''Friendship' looms large in stories of early encounters in the Pacific, but up until now has been unanalysed, and seemed unanalysable. This is a genuinely cross-disciplinary study, animated by an impressive understanding of anthropological sources and early voyage texts; it gives us a fresh understanding of foundational moments in the modern history of empire and global interaction.' Nicholas Thomas, University of Cambridge

'Drawing on an exceptionally wide range of recent and historical sources this richly interdisciplinary book explores the meanings of friendship in the Pacific in a series of lively and lucidly argued studies. Smith's challenging case for the centrality of personal emotional commerce to early European interactions in the Pacific islands is an important and exciting contribution to Empire studies.' Harriet Guest, University of York

'… a breathtaking and inspiring work …' History Australia

Se alle

'… a bold and welcome contribution …' American Historical Review

'… an invaluable reflection on the meanings of friendship …' Pacific Affairs

'… an interdisciplinary and multinuanced exercise that does much to move our understanding of European encounters … into hitherto neglected areas …' Journal of Early Modern History

'… inspiring in the range of its insight, and has the potential to reconfigure the way we approach the history of encounters …' International Journal of Maritime History

When Louis Antoine de Bougainville reached Tahiti in 1768, he was struck by the way in which 'All these people came crying out tayo, which means friend, and gave a thousand signs of friendship; they all asked nails and ear-rings of us.' Reading the archive of early contact in Oceania against European traditions of thinking about intimacy and exchange, Vanessa Smith illuminates the traditions and desires that led Bougainville and other European voyagers to believe that the first word they heard in the Pacific was the word for friend. Her book encompasses forty years of encounters from the arrival of the Dolphin in Tahiti in June 1767, through Cook's and Bligh's voyages, to early missionary and beachcomber settlement in the Marquesas. It unpacks both the political and emotional significances of ideas of friendship for late eighteenth-century European, and particularly British, explorations of Oceania.
Les mer
Introduction: amicable signs; Part I. Making Contact: 1. Crowd scenes; 2. Receiving strangers; 3. Calculated affection; 4. Performance anxieties; Part II. Particular Friendships: 5. Fellow traveling; 6. Ruinous friendships; 7. Prizeable companions.
Les mer
A fascinating study of the importance of ideas of friendship in late eighteenth-century explorations of the Pacific.

Produktdetaljer

ISBN
9780521437516
Publisert
2010-10-28
Utgiver
Vendor
Cambridge University Press
Vekt
650 gr
Høyde
234 mm
Bredde
160 mm
Dybde
19 mm
Aldersnivå
P, 06
Språk
Product language
Engelsk
Format
Product format
Innbundet
Antall sider
336

Forfatter

Biographical note

Vanessa Smith teaches in the Department of English at the University of Sydney. She is the author of Literary Culture and the Pacific: Nineteenth-Century Textual Encounters (1998) and co-editor of Exploration and Exchange: A South Seas Anthology 1680–1900 (2000) and Islands in History and Representation (2003).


# The task
Lines from the entries below that hold "text" form the answer; copy all of them.

# Source data
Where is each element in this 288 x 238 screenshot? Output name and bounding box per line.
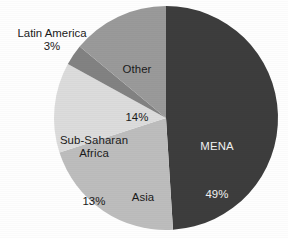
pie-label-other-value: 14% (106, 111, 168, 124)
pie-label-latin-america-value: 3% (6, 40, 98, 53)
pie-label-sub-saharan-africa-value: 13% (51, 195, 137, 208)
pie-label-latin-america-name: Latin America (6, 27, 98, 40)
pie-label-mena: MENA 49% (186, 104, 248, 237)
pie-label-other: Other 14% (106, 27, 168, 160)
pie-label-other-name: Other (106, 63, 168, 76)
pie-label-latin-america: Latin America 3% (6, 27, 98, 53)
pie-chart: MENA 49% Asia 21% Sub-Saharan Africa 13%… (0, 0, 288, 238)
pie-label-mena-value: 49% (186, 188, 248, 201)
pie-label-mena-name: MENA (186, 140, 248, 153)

...

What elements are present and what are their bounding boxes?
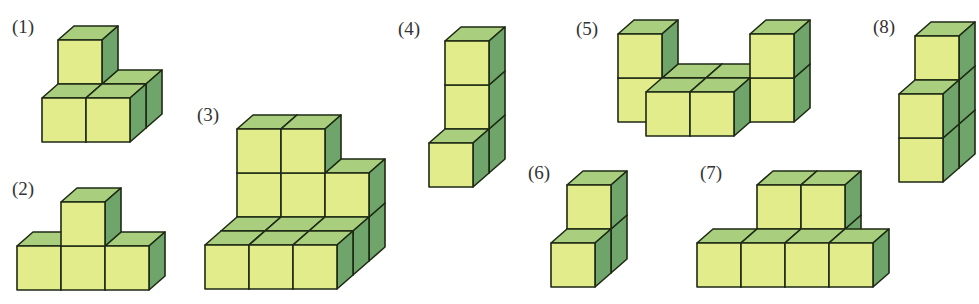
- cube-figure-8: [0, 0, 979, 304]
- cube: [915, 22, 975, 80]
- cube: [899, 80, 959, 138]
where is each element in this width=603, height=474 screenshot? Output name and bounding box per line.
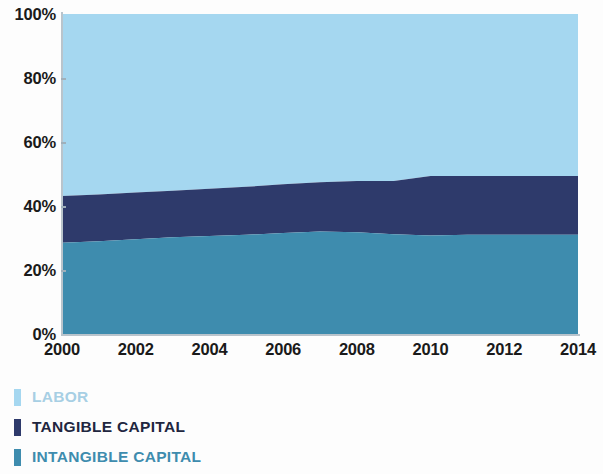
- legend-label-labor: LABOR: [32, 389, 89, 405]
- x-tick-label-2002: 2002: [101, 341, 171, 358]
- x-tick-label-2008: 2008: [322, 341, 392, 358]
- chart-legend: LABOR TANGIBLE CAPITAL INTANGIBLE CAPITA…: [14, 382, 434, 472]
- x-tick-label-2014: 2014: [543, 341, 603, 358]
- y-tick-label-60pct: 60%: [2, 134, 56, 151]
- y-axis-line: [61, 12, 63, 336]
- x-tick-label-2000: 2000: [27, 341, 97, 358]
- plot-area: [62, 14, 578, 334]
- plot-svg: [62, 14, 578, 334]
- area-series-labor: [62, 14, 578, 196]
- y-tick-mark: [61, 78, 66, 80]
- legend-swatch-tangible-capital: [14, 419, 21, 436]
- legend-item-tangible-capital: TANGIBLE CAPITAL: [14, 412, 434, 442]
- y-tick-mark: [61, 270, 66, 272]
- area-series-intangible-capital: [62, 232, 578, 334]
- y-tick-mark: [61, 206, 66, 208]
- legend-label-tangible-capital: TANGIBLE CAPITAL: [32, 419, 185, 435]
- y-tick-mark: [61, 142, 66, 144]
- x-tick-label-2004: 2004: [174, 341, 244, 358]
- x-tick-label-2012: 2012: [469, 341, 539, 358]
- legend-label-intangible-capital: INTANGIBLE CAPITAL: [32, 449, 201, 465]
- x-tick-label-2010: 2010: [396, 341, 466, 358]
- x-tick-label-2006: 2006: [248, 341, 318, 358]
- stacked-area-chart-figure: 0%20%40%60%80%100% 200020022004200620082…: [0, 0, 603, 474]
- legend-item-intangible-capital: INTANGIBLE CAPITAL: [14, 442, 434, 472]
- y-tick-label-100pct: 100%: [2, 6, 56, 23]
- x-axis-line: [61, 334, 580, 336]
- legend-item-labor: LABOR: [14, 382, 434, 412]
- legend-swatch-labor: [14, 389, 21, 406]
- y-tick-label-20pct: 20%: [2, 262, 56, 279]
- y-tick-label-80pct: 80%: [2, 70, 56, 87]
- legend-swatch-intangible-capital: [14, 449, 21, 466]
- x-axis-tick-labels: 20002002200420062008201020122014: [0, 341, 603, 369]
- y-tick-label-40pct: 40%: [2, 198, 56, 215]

==

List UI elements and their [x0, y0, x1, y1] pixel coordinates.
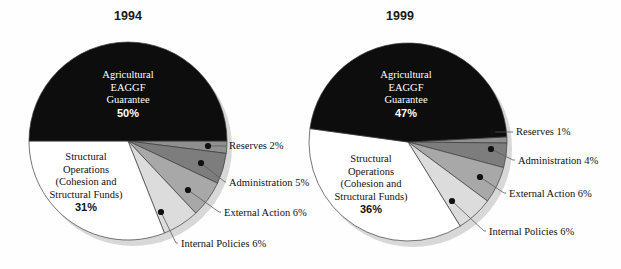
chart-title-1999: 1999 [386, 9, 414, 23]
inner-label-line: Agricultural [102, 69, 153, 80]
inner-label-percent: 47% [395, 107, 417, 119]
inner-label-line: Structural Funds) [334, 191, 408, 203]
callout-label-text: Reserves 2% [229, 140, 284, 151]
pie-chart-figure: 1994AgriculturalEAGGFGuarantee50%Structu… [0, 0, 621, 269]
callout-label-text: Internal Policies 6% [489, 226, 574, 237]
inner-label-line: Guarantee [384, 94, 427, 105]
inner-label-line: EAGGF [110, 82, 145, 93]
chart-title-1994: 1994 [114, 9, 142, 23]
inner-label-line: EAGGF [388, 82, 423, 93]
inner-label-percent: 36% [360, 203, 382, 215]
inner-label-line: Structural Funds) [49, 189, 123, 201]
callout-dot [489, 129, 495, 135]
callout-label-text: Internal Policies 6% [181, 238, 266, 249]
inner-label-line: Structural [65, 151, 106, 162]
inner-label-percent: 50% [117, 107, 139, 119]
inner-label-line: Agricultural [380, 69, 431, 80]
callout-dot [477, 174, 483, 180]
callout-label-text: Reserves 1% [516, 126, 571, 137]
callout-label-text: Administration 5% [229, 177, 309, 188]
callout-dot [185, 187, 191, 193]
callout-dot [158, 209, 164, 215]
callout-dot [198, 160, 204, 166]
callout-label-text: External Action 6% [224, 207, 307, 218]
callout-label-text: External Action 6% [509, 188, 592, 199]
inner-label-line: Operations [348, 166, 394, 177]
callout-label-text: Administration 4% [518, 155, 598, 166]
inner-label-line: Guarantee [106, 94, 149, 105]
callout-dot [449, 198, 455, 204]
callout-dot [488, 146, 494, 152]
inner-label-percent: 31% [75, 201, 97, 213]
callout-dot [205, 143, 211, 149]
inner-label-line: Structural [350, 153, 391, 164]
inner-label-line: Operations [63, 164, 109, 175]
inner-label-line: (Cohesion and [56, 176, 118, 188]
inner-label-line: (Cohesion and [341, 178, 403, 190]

# Result of the task
callout-label-text: Reserves 2% [229, 140, 284, 151]
callout-label-text: Internal Policies 6% [489, 226, 574, 237]
callout-label-text: Internal Policies 6% [181, 238, 266, 249]
callout-label-text: Reserves 1% [516, 126, 571, 137]
callout-label-text: Administration 5% [229, 177, 309, 188]
callout-label-text: External Action 6% [224, 207, 307, 218]
callout-label-text: External Action 6% [509, 188, 592, 199]
callout-label-text: Administration 4% [518, 155, 598, 166]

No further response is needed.